Mobility Award 2012 winners
Apiparn Borisuit and Michael Jon Mattle are the co-winners of the EDCE PhD Mobility Award and have received CHF 2'000.- each.
Apiparn Borisuit's project description:
My thesis aims to effectively assess the impact of light on visual comfort including both visual and non-image forming effects. It will contribute to improve the well-being of building occupants and thus providing a more comprehensive scientific and practical base for “healthy lighting” at workplaces. In order to assess the distribution of environmental light, its intensity and spectral composition, we use a novel high dynamic range luminance-meter for dynamic luminance mapping and glare risk assessments. The sojourn within the Windows and Daylighting Group of Lawrence Berkeley National Laboratory (LBNL; CA United States) will provide the opportunity to investigate several luminous distributions under different daylighting conditions and compare the corresponding experimental results with computer simulations. The research will be useful not only for my thesis but also for future projects in the energy efficiency and human perception domains.
Michael Jon Mattle's project description:
Most common water treatment methods are not suitable or affordable for developing countries. Therefore, there exists a tremendous need for effective, low-cost methods. The goal of this project is to estimate inactivation kinetics of viruses in waste stabilisation ponds, a low-cost method which is already widely applied in developing countries. In particular, I will study sunlight mediated processes that lead to damage to viral genomes and proteins. Collaboration with Prof. D. Vione at Università degli Studi di Torino will be of fundamental help to achieve this ambitious objective. He has both the necessary equipment and experience to individually analyze the key oxidation processes that lead to inactivation in waste stabilization ponds. Additionally, he developed an already well-established modelling tool for organic pollutant degradation in surface waters. This model will be modified for our purposes once we experimentally determined the relevant disinfection rates for viruses.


- [Your assignment]:
Look through the listing below for lines containing the word "icon". State only their number.

- [Supplied data]:
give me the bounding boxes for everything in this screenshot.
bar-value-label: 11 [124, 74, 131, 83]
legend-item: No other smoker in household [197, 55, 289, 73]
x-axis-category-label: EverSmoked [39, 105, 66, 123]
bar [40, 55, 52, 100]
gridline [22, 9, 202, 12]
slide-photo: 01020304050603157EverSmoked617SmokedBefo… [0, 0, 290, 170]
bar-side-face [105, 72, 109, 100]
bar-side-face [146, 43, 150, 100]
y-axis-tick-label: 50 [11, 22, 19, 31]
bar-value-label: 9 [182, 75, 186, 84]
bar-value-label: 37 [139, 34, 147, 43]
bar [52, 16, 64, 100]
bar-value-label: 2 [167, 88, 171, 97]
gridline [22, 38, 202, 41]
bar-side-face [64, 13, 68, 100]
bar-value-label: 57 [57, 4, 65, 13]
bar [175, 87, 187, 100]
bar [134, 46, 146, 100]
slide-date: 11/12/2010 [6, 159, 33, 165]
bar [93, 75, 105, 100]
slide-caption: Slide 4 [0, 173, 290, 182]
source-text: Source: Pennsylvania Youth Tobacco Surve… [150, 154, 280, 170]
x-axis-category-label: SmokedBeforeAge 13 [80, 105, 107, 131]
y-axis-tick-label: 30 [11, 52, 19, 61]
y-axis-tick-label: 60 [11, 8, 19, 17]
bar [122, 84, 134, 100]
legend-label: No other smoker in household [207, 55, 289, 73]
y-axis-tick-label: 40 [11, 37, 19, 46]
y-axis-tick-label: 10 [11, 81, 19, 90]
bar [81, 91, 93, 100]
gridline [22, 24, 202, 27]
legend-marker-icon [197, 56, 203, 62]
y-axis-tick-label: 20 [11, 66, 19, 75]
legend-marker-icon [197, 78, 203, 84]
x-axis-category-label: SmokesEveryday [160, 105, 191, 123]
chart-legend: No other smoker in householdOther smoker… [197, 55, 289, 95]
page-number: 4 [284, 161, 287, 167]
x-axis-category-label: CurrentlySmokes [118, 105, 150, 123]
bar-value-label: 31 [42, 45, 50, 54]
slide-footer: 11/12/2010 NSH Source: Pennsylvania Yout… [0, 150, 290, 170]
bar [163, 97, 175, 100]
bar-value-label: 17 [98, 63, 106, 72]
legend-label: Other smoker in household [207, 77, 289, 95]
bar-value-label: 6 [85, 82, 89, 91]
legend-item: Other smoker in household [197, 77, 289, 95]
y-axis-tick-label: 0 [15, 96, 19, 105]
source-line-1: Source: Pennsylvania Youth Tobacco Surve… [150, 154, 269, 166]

- [Answer to this exercise]:
2